Excerpt from Libra Shrugged: How Facebook Tried to Take Over the Money by David Gerard

Update, November 2021: Here’s a book excerpt a year after its publication — because I keep referring people to this chapter. Buy the book for more!

This chapter has stood up quite well through 2021. Sand Dollar, D-Cash and DC/EP (now e-CNY) are still in ever-growing pilot programmes. Nigeria has just launched its eNaira CBDC as an alternate payment system.

Consumer use cases for CBDCs are still thin on the ground — basically when commercial banks aren’t serving the public sufficiently, and the central bank has to step in. Even then, they partner with the commercial banks as absolutely far as possible.


He had his cash money, but you couldn’t pay for food with that. It wasn’t actually illegal to have the stuff, it was just that nobody ever did anything legitimate with it.

— William Gibson, Count Zero

Central banks issue physical cash — but what if they could print official legal tender digitally? The real world result from Libra may turn out to be “central bank digital currency,” or “CBDC.”

A central bank’s job is to keep its economy on an even keel. Central bank researchers look at a new idea and think: “what would happen if this weird thing got popular?” The structure of money can change surprisingly fast.

So the researchers routinely come up with wild plans to rebuild the financial system, but upside-down and inside-out — just in case they suddenly need them.

Bankers noticed Bitcoin and other cryptocurrencies early. When people talk about a new form of “money,” and there are news headlines about the price of Bitcoin, central bank research papers will follow.

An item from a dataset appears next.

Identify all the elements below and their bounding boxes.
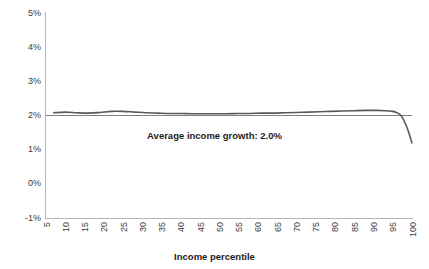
income-growth-chart: 5%4%3%2%1%0%-1% 510152025303540455055606… [0, 0, 429, 269]
x-axis-title: Income percentile [0, 251, 429, 262]
average-income-growth-annotation: Average income growth: 2.0% [0, 130, 429, 141]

Then Libra threatened to put the idea of a blockchain-like currency into practice, at massive scale — but badly. Central bank researchers quickly dusted off their old papers, with an eye to heading off disaster. And if there was anything to the Libra idea, maybe it could be implemented with an eye to caution.

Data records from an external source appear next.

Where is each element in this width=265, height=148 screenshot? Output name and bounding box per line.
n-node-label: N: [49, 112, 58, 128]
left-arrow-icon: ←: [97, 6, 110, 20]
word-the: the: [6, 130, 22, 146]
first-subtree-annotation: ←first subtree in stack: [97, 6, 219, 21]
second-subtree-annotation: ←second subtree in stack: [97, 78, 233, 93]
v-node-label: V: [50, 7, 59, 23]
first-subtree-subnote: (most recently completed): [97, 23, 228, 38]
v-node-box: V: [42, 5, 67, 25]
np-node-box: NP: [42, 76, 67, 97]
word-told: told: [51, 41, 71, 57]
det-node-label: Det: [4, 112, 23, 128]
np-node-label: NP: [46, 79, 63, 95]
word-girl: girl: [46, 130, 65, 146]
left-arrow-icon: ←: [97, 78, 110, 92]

Central banks have issued electronic money before — but current discussion of “CBDC” involves a lot of misapplied blockchain hype. End users don’t need to worry too much about this particular back-end plumbing.

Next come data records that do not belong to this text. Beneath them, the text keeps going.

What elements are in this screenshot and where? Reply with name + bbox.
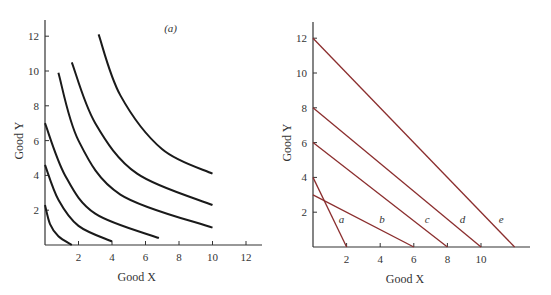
x-tick-label: 4	[377, 253, 383, 265]
y-tick-label: 8	[302, 102, 308, 114]
x-tick-label: 8	[445, 253, 451, 265]
y-tick-label: 6	[34, 135, 40, 147]
x-tick-label: 2	[344, 253, 350, 265]
series-c	[313, 143, 447, 247]
y-tick-label: 4	[302, 171, 308, 183]
y-tick-label: 12	[28, 30, 39, 42]
y-tick-label: 4	[34, 169, 40, 181]
line-label-c: c	[425, 213, 430, 225]
x-tick-label: 6	[143, 251, 149, 263]
chart-canvas: 2468101224681012Good XGood Y(a) 24681024…	[0, 0, 551, 295]
line-label-a: a	[339, 213, 345, 225]
right-chart-panel: 24681024681012Good XGood Yabcde	[280, 22, 530, 286]
series-b	[313, 195, 414, 247]
y-tick-label: 6	[302, 137, 308, 149]
y-axis-label: Good Y	[12, 121, 26, 159]
x-tick-label: 12	[241, 251, 252, 263]
y-tick-label: 10	[296, 67, 308, 79]
series-curve-1	[45, 205, 72, 245]
x-axis-label: Good X	[118, 270, 157, 284]
x-tick-label: 2	[76, 251, 82, 263]
line-label-d: d	[460, 213, 466, 225]
series-curve-5	[72, 62, 213, 205]
y-tick-label: 10	[28, 65, 40, 77]
x-tick-label: 8	[176, 251, 182, 263]
y-axis-label: Good Y	[280, 123, 294, 161]
panel-title: (a)	[164, 22, 177, 35]
x-axis-label: Good X	[386, 272, 425, 286]
x-tick-label: 10	[476, 253, 488, 265]
series-curve-4	[58, 73, 212, 228]
y-tick-label: 2	[302, 206, 308, 218]
x-tick-label: 4	[109, 251, 115, 263]
y-tick-label: 2	[34, 204, 40, 216]
line-label-e: e	[499, 213, 504, 225]
x-tick-label: 10	[207, 251, 219, 263]
series-curve-2	[45, 165, 112, 242]
line-label-b: b	[379, 213, 385, 225]
series-d	[313, 108, 481, 247]
y-tick-label: 8	[34, 100, 40, 112]
series-curve-3	[45, 123, 159, 238]
x-tick-label: 6	[411, 253, 417, 265]
left-chart-panel: 2468101224681012Good XGood Y(a)	[12, 20, 262, 284]
y-tick-label: 12	[296, 32, 307, 44]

What is a central bank digital currency?

E-money (electronic money) is money for consumers that’s transmitted electronically outside the banking system itself. PayPal is a well known example. A central bank digital currency is e-money issued directly by the central bank — it’s regulated differently, but the end user shouldn’t see much difference.

Central banks had been thinking about what central-bank-issued e-money might mean since the 1990s256 — but the current round of CBDC discussion was largely inspired by Bitcoin and blockchains.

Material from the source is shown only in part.